The two fair cousins sate in a large, old-fashioned drawing-room; the walls were covered with elaborately-wrought tapestry representing, in a manner sufficiently grim and alarming, certain scenes from Ovid's Metamorphoses; a cheerful fire blazed in the capacious hearth; and the cumbrous mantelpiece was covered with those grotesque and monstrous china figures, misnamed ornaments, which were then beginning to find favour in the eyes of fashion. Abundance of richly carved furniture was disposed variously throughout the room. The young ladies sate by a small table on which lay some books and materials for work, placed near the fire. They occupied each one of those huge, high-backed, and well-stuffed chairs in which it is a mystery how our ancestors could sit and remain awake. Both were silently occupied with their own busy reflections; and it was not until the rapid clank of the horse's hoofs upon the pavement underneath the windows, as young Ashwoode started upon his night ride to the city, rose sharp and clear, that Miss Copland, waking from her reverie, exclaimed, —
"Well, sweet coz, were ever so woebegone and desolate a pair of damsels. The only available male creature in the establishment, with the exception of Sir Richard, who has actually gone to bed, has fairly turned his back upon us."
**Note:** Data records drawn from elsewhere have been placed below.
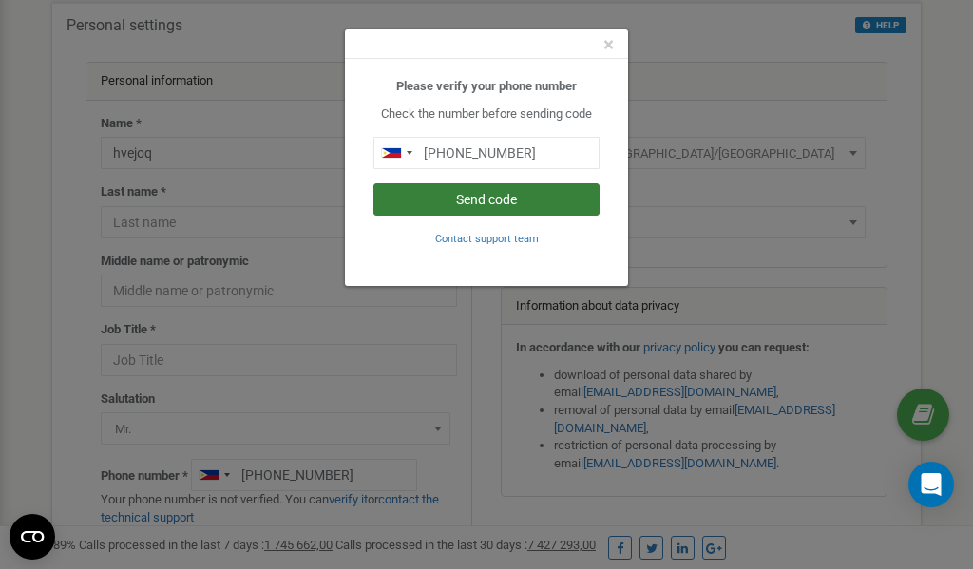 The image size is (973, 569). Describe the element at coordinates (486, 153) in the screenshot. I see `input: 0905 123 4567` at that location.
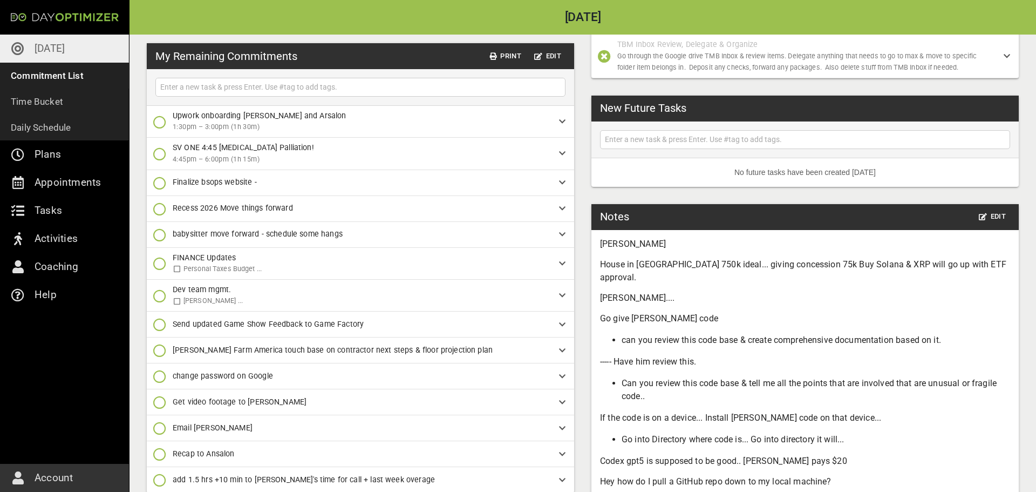  I want to click on span: Go through the Google drive TMB Inbox & review items. Delegate anything that needs to go to max &..., so click(797, 62).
"Dear Emily," replied her cousin, "pray be serious. I wish to tell you what has passed this evening. You observed my confusion and agitation when you and Henry overtook me."
"Why, to be sure I did," replied the young lady; "and now, like an honest coz, you are going to tell me all about it." She drew her chair nearer as she spoke. "Come, my dear, tell me everything – what was your discovery? Come, now, there's a good girl, do confess." So saying she threw one arm round her cousin's neck and laid the other in her lap, looking curiously into her face the while.
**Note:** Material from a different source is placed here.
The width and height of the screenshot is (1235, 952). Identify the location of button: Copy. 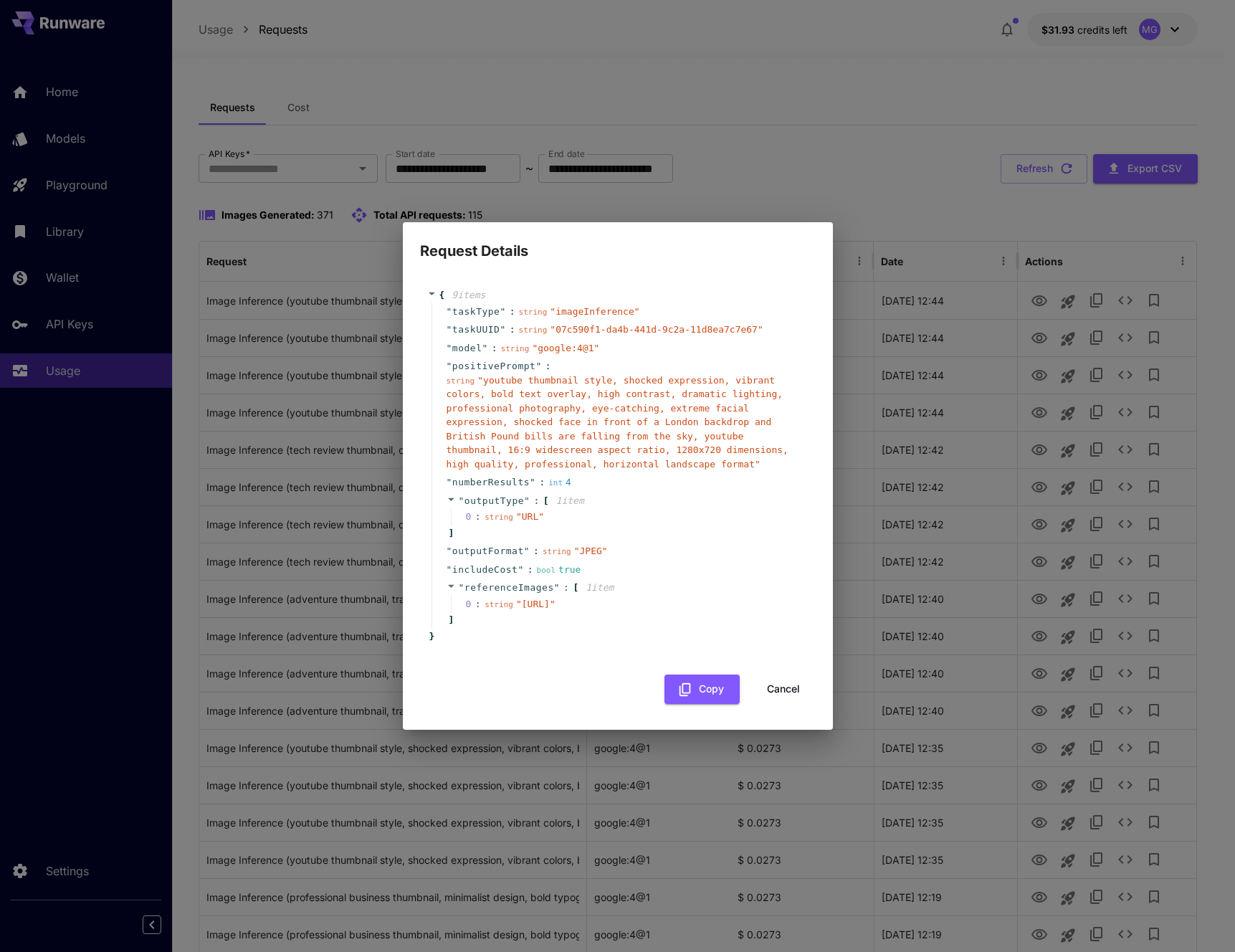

"Oh! Emily, I have seen him!" exclaimed Miss Ashwoode, with an effort.
"Seen him! – seen whom? – old Nick, if I may judge from your looks. Whom have you seen, dear?" eagerly inquired Miss Copland.
"I have seen Edmond O'Connor," answered she.
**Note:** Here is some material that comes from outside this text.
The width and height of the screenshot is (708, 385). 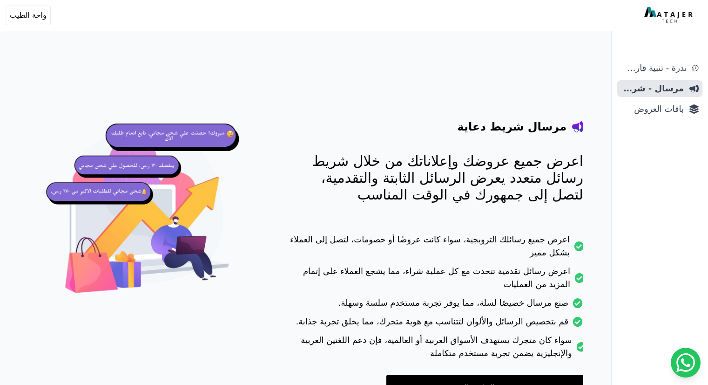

"Edmond O'Connor!" repeated the girl in unfeigned surprise, "why, I thought he was in France, eating frogs and dancing cotillons. What has brought him here? – why, he'll be taken for a spy and executed on the spot. But seriously, can you conceive anything more rash and ill-judged than his coming over just now?"
"It is indeed, I greatly fear, very rash," replied the young lady; "he is resolved to speak with my father once more."
"And your father in such a precious ill-humour just at this precise moment," exclaimed Miss Copland. "I never was so much afraid of Sir Richard as I have been for the last two days; he has been a perfect bruin – begging your pardon, my dear girl – but even you must admit, let filial piety and all the cardinal virtues say what they will, that whenever Sir Richard is recovering from a fit of the gout he is nothing short of a perfect monster. I wager my diamond cross to a thimble, that he breaks the poor young man's head the moment he comes within reach of him. But jesting apart, I fear, my dear cousin, that my uncle is in no mood just now to listen to heroics."
A sharp knocking upon the floor immediately above the chamber in which the young ladies sate, interrupted the conference at this juncture.